A lot of art in Seattle is down to the work of one woman: Virginia Wright. Not only one of the original members of the Seattle Arts Commission, Ms. Wright is also one of the greatest donors of the Seattle Art Museum.
Ms. Wright studied art at Columbia University’s Barnard College and fell in love there with post-WWII art and American abstraction in particular. After moving back to Seattle from New York in 1955 with her husband, she raised four children and ran a small gallery in Pioneer Square, all the while quietly assembling the finest collection by far of modernist art in the Pacific Northwest.
Her father, the timber baron Prentice Bloedel, never understood her passion for that awful scratchy stuff people called modern art. Still, he believed in his daughter and her future, and despite his personal dislike of modern art, he understood how important it was to her. In 1969, he gave Ms. Wright an endowment of $1,000,000 to go out and buy a collection of public artwork that would make the region proud.
And so she did. The very first piece she purchased was Barnett Newman’s extraordinary Broken Obelisk.
Newman’s piece was originally fabricated twice. The first piece sat outside of Mies van der Rohe’s monumental Seagram Building. The other, outside the Corcoran Gallery in Washington, DC. Its presence there caused some consternation. Installed in 1967, it became extremely uneasy for some to view after the 1968 assassination of Martin Luther King, Jr. King’s most famous speech had occured in the shadow of one of the most famous obelisks in history: the Washington Monument. In that context, Newman’s sculpture served as a painful reminder of the broken hopes of the civil rights movement, making many Washingtonians uncomfortable.
Rather than accept the reminder and reality of the art, denizens of DC began to mobilize against it, calling for its removal. Finally in May 1969, Texas art collectors Dominique and John de Menil purchased the sculpture, intending to move it outside of Houston City Hall, as a dedication to Martin Luther King. The move made perfect sense. But the city balked. Instead the de Menils found another site to contain it, one they had built themselves: the Rothko Chapel.
The other copy of the sculpture made its way to Seattle. Originally Virginia Wright had planned an excellent and fitting location. Her husband Bagley Wright has been instrumental in the building of Seattle’s famous Space Needle, so when “the box that the Space Needle came in”–aka the Seafirst Building–was built in 1969, it seemed a logical choice. The building was, after all, a cheap echo of the Seagram Building where Ms. Wright had first seen the Broken Obelisk. Seafirst, however, did not agree. Instead, they chose another work that would become beloved by Seattleites, Henry Moore’s Vertebrae.
The Broken Obelisk instead wound up being a gift to the University of Washington, where it was dedicated in August of 1971. Virginia Wright has also contributed to the nationally famous outdoor sculpture collection of Western Washington University in Bellingham, purchasing the stunning Mark di Suvero sculpture For Handel and the subtle steel sculpture India by Anthony Caro, but she has continued to adore the Barnett Newman piece.
In 1998, Ms. Wright heard from Patterson Sims, the former curator of SAM, that the sculpture had been altered. Ms. Wright took her son out to the campus, stood on his shoulders and measured the piece herself. The word had been true: in their attempt to keep the sculpture from leaning, the University had widened the joint between the inverted obelisk and the pyramid base, but they had no way to restore it to its original dimensions. Ms. Wright tried to raise the funds for the restoration from an independent source. No one else seemed even remotely interested in the problem. So in 2008 she paid $30,000 out of her own pocket to have the work restored to its original look.
After that short hiatus, the obelisk has returned to Red Square and remains quietly there. Scholars around the world agree that it is Newman’s finest and most majestic sculpture. Students–well, they still get to use it for shade on those odd occasions between classes, between libraries. To this day it remains Ms. Wright’s favorite piece, the beginning of a long and storied career as one of the great art patrons of Seattle.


**Problem details**
Repeat exactly the lines of the records below, starting at the line containing "Image is 852x404 pixels." and ending at the line containing "Image is 644x309 pixels.". Leave the pictures out.

===== Records for the task

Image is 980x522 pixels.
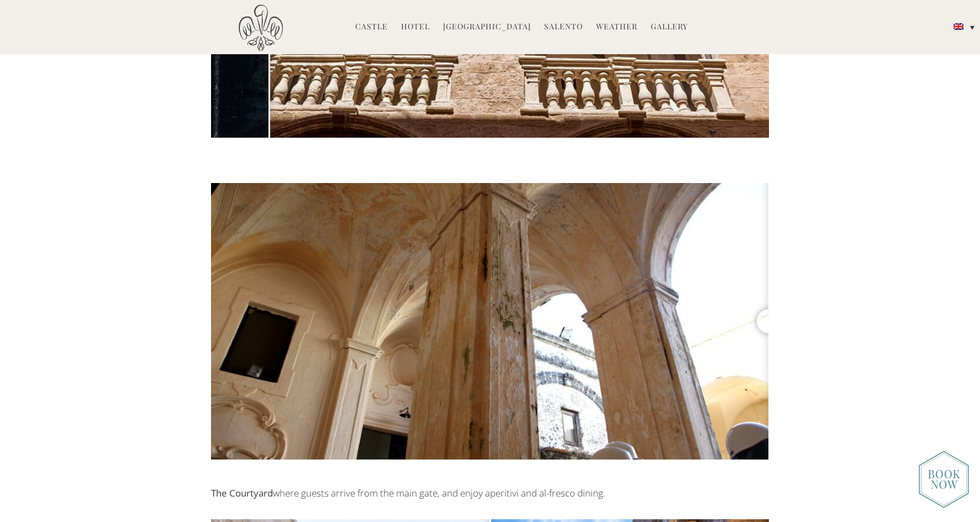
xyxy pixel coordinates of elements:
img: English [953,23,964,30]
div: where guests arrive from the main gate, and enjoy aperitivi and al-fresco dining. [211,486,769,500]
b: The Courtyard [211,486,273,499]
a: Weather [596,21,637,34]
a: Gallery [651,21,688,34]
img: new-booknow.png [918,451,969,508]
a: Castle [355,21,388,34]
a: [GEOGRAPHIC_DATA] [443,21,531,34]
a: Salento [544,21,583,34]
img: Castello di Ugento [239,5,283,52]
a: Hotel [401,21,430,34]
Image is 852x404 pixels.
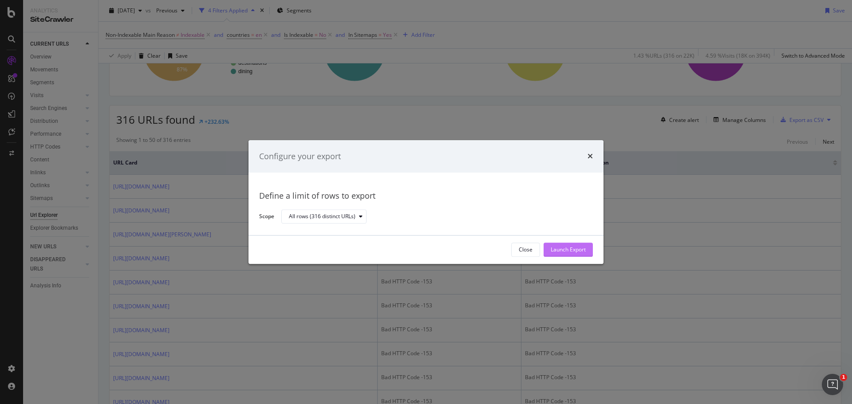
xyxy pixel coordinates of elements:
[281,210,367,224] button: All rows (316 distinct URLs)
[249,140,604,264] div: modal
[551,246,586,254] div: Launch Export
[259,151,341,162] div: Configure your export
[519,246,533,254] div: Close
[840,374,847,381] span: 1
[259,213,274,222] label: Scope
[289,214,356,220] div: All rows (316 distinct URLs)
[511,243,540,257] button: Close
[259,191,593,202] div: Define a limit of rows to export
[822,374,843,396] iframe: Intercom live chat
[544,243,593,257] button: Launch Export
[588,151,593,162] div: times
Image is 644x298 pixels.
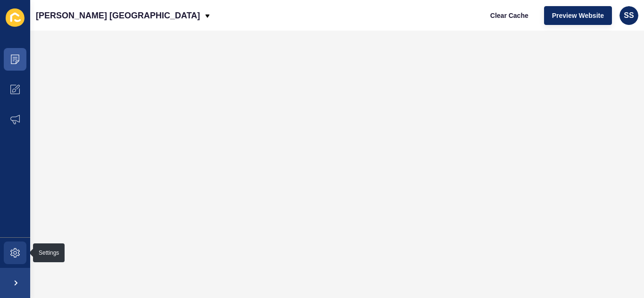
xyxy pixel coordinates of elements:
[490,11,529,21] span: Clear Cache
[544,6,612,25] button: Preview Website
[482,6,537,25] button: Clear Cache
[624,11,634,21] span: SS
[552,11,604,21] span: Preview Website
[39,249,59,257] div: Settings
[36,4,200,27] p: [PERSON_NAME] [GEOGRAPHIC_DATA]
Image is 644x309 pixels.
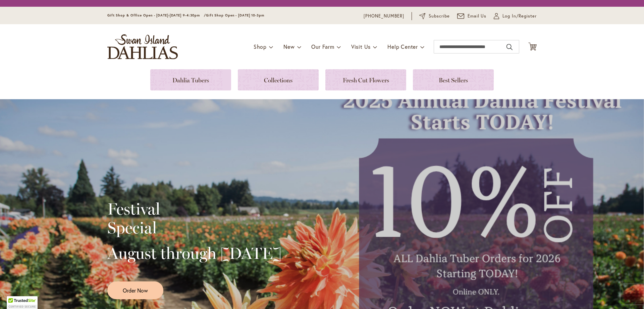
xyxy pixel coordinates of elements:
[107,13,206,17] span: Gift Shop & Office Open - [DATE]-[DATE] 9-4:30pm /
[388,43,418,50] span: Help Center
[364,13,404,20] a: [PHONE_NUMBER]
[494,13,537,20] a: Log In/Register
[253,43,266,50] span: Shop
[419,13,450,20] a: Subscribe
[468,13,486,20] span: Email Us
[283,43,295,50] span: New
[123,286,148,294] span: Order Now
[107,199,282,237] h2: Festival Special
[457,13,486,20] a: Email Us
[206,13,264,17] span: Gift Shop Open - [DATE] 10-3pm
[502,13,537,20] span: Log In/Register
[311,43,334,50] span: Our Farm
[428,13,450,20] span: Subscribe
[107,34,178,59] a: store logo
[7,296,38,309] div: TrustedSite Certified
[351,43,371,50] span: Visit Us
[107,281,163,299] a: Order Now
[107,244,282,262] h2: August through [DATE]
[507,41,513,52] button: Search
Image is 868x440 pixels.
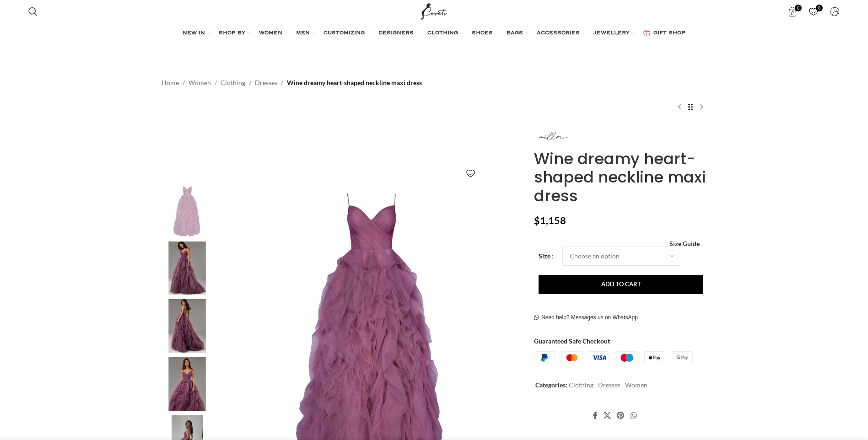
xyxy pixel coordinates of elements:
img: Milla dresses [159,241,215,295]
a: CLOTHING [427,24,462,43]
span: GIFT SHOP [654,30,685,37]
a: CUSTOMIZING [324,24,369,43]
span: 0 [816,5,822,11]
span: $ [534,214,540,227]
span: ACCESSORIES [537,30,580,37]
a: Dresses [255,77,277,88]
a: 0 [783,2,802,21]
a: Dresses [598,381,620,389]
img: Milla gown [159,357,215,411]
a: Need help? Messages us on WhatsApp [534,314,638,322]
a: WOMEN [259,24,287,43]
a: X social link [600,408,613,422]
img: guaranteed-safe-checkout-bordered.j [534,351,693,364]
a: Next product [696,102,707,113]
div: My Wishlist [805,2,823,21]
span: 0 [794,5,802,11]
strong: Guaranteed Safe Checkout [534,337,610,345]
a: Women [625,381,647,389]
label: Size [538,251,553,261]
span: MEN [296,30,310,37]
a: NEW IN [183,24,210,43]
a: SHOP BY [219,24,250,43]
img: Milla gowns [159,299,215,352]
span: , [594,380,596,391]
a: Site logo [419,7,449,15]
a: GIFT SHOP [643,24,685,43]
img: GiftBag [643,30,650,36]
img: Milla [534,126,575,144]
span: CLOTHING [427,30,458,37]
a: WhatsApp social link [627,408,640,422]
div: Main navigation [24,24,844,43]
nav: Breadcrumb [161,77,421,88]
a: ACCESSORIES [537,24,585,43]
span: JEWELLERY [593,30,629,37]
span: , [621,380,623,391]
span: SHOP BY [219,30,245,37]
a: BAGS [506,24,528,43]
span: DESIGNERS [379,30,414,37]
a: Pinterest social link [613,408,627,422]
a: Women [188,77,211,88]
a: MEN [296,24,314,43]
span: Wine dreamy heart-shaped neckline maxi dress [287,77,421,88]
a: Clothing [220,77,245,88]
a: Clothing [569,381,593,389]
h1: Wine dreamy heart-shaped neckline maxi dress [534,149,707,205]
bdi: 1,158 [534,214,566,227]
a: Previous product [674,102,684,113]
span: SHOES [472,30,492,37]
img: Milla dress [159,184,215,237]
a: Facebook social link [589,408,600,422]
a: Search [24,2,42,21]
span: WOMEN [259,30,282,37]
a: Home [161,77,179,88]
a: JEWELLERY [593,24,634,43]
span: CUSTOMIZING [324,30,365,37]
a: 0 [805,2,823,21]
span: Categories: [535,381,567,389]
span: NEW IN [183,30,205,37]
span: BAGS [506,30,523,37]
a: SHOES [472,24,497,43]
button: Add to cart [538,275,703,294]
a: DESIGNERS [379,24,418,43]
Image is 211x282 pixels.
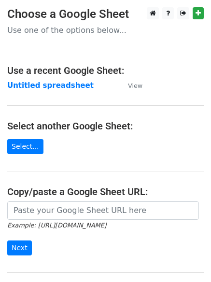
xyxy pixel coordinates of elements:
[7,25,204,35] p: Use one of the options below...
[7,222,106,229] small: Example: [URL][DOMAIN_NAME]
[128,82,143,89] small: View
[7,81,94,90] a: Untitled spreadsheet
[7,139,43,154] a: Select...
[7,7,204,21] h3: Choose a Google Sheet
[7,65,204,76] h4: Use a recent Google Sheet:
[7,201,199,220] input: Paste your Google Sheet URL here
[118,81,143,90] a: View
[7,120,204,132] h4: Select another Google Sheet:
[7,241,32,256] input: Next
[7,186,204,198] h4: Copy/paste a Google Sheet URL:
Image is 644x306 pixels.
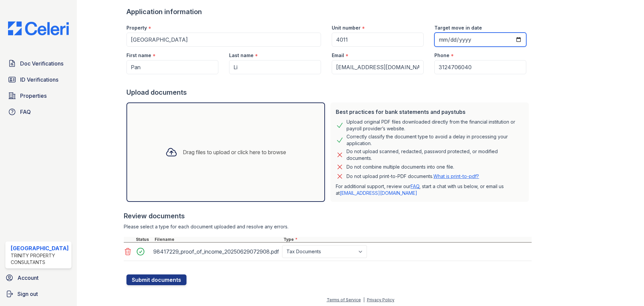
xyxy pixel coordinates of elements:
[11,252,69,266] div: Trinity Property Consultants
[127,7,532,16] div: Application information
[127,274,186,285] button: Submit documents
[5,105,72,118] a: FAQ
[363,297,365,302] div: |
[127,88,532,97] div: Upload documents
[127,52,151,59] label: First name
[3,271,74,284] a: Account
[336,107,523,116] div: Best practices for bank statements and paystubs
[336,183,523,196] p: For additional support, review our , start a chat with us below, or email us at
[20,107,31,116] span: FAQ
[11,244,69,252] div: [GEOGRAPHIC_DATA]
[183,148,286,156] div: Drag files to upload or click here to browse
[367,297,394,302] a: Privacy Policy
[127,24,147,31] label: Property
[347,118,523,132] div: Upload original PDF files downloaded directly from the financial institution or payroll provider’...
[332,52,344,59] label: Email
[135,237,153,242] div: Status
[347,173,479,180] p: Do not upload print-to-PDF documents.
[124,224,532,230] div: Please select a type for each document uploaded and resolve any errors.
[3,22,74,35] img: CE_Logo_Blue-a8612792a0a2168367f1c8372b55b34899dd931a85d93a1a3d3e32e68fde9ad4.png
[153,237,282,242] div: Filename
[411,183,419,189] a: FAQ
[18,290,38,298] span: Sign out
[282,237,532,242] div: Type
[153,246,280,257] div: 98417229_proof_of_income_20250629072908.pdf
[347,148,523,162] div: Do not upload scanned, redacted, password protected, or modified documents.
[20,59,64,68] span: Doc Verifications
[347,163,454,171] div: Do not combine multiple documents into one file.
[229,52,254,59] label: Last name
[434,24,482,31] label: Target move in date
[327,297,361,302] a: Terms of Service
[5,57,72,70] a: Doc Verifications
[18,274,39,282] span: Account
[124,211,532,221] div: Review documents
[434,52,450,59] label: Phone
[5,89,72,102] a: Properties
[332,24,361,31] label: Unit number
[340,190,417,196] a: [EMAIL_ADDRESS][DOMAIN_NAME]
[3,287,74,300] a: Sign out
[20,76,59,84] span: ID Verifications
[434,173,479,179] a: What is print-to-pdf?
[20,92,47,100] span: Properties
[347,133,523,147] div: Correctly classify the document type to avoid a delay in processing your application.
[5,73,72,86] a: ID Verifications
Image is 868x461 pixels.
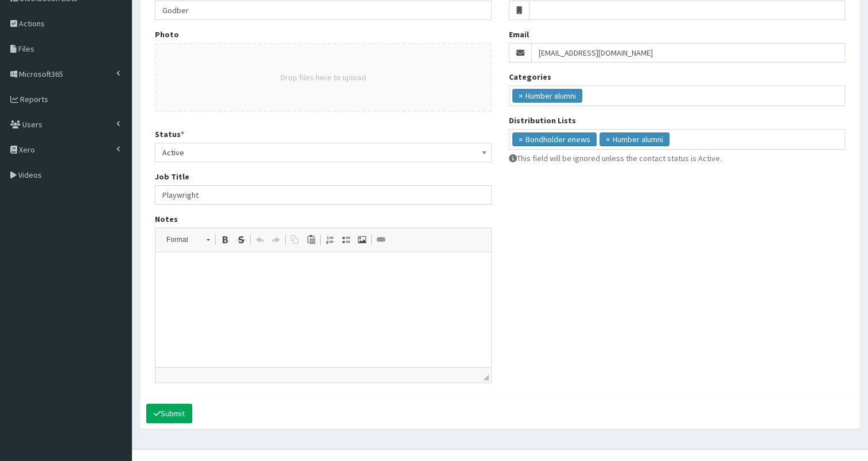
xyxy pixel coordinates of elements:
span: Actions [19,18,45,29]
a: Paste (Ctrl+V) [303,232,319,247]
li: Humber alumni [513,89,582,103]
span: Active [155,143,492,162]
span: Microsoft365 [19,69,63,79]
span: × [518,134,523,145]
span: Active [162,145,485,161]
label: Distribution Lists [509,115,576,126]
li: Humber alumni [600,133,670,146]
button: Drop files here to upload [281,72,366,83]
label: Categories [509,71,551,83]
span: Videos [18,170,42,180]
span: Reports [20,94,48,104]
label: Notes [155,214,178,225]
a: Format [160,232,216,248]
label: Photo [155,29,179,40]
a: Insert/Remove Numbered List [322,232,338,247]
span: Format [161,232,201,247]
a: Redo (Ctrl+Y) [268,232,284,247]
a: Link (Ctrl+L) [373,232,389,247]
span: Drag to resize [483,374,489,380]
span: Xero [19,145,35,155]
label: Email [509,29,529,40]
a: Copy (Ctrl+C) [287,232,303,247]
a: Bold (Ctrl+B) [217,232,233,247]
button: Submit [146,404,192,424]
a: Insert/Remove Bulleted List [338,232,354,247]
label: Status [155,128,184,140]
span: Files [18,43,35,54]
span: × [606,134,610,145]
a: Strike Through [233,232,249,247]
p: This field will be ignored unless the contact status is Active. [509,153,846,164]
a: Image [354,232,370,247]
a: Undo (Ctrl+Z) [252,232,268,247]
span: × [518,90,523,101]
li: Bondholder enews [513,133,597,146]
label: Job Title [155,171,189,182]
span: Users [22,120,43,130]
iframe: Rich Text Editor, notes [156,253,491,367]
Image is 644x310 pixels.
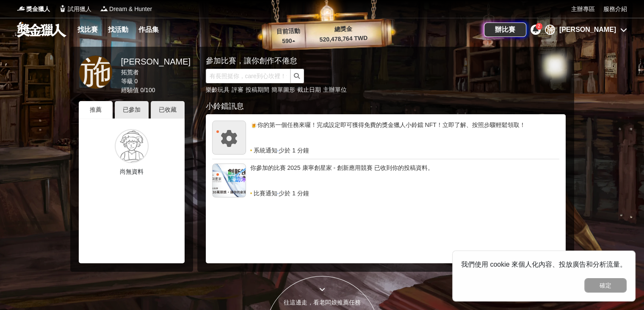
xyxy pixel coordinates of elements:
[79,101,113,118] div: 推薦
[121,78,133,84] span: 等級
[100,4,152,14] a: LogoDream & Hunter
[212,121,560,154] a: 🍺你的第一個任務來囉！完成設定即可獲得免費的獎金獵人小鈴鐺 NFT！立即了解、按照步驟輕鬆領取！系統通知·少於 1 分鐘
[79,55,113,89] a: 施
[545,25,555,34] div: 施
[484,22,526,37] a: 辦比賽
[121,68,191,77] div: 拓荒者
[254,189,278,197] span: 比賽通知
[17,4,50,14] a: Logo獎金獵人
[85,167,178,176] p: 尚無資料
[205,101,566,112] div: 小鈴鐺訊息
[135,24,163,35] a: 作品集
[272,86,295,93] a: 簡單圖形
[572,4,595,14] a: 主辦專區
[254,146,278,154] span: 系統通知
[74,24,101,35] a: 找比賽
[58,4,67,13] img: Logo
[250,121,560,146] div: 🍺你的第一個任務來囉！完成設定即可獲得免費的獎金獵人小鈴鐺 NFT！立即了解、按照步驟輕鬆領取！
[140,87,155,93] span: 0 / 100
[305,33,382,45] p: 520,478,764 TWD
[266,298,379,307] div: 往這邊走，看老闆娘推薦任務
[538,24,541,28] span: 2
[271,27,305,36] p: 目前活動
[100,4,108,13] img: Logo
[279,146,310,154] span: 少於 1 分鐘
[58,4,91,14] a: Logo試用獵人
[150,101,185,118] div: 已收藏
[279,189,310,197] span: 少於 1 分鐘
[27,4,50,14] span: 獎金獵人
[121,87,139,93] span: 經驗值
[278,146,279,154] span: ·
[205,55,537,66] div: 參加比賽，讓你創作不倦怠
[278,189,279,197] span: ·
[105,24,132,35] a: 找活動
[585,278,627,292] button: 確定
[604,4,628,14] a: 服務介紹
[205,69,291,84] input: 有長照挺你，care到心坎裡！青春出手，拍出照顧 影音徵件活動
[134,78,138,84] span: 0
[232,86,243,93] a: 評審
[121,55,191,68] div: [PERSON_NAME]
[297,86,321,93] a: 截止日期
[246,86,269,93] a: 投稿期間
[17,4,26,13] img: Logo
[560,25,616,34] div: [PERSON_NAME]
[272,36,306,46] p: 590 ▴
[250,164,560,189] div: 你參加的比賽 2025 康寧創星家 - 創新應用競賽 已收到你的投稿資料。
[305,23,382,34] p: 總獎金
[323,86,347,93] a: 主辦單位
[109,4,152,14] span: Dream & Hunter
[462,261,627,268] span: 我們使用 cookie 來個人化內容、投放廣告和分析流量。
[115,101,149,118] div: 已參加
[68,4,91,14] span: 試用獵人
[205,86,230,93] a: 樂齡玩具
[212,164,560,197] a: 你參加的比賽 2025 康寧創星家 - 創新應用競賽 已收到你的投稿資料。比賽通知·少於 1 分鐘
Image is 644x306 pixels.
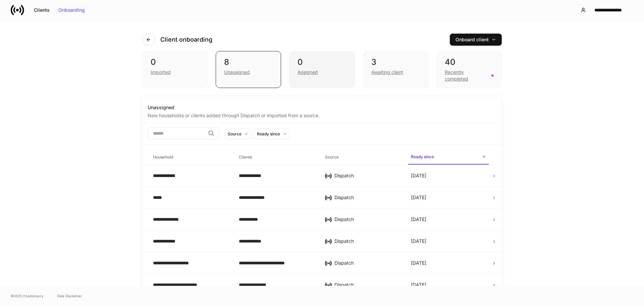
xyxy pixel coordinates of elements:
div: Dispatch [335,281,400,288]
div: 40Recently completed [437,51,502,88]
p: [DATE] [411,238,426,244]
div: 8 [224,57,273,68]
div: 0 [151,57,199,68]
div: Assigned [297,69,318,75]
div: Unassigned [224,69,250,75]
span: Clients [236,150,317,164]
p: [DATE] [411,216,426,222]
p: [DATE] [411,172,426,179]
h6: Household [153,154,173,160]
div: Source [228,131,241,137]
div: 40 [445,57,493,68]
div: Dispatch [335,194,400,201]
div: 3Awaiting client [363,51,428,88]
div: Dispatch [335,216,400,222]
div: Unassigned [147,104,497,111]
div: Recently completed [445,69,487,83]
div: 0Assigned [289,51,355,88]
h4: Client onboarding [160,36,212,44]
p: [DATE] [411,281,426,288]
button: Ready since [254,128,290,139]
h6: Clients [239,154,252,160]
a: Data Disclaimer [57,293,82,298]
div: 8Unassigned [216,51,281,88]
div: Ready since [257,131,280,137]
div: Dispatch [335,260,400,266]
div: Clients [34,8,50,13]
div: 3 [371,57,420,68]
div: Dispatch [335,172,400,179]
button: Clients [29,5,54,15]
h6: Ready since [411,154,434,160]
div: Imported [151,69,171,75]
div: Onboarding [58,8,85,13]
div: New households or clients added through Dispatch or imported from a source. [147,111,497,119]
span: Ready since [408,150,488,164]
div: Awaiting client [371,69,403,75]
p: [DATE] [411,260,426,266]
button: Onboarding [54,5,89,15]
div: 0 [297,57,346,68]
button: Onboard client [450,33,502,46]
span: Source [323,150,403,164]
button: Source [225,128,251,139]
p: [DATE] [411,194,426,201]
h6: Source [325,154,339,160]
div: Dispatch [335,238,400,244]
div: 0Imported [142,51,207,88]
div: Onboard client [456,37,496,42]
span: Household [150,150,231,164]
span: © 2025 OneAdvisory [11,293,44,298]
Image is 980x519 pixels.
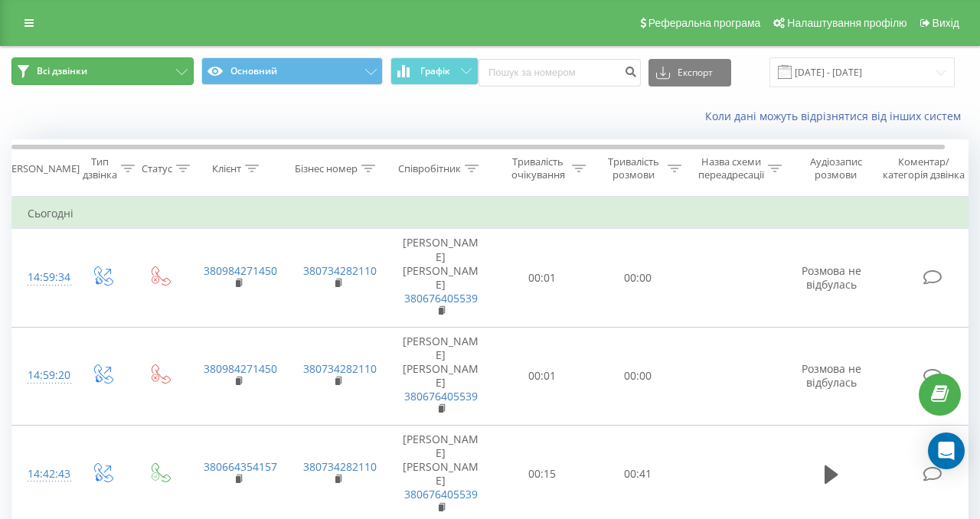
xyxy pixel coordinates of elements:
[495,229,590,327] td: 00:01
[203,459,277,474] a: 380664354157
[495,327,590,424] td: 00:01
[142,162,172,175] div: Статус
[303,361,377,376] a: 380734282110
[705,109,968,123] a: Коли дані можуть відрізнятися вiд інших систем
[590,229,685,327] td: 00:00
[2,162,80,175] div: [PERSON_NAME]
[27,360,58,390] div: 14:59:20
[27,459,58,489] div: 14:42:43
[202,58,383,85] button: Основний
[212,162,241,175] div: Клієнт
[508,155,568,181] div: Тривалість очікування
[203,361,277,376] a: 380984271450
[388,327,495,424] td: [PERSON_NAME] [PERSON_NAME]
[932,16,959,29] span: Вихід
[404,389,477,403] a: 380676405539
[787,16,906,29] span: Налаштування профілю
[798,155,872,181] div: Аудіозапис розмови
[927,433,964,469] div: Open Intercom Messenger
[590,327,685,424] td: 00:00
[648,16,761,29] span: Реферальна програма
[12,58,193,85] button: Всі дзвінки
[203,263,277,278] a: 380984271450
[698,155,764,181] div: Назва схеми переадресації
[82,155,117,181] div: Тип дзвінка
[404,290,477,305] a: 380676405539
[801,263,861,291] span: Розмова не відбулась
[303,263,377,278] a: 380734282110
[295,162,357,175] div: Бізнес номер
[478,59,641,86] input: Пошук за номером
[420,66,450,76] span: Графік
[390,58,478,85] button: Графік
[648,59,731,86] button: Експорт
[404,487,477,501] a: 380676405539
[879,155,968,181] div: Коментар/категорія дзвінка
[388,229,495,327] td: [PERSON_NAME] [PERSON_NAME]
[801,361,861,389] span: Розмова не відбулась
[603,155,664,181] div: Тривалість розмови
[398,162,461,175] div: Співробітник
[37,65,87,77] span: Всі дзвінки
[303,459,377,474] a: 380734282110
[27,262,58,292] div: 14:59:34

==========

**Problem solution**
Image is 852x404 pixels.
xyxy pixel coordinates of elements:
[281,210,367,224] button: All rows (316 distinct URLs)
[249,140,604,264] div: modal
[551,246,586,254] div: Launch Export
[259,151,341,162] div: Configure your export
[519,246,533,254] div: Close
[840,374,847,381] span: 1
[259,213,274,222] label: Scope
[289,214,356,220] div: All rows (316 distinct URLs)
[511,243,540,257] button: Close
[259,191,593,202] div: Define a limit of rows to export
[822,374,843,396] iframe: Intercom live chat
[544,243,593,257] button: Launch Export
[588,151,593,162] div: times
Image is 644x298 pixels.
xyxy pixel coordinates of elements:
[490,11,529,21] span: Clear Cache
[544,6,612,25] button: Preview Website
[482,6,537,25] button: Clear Cache
[624,11,634,21] span: SS
[552,11,604,21] span: Preview Website
[39,249,59,257] div: Settings
[36,4,200,27] p: [PERSON_NAME] [GEOGRAPHIC_DATA]
Image is 644x309 pixels.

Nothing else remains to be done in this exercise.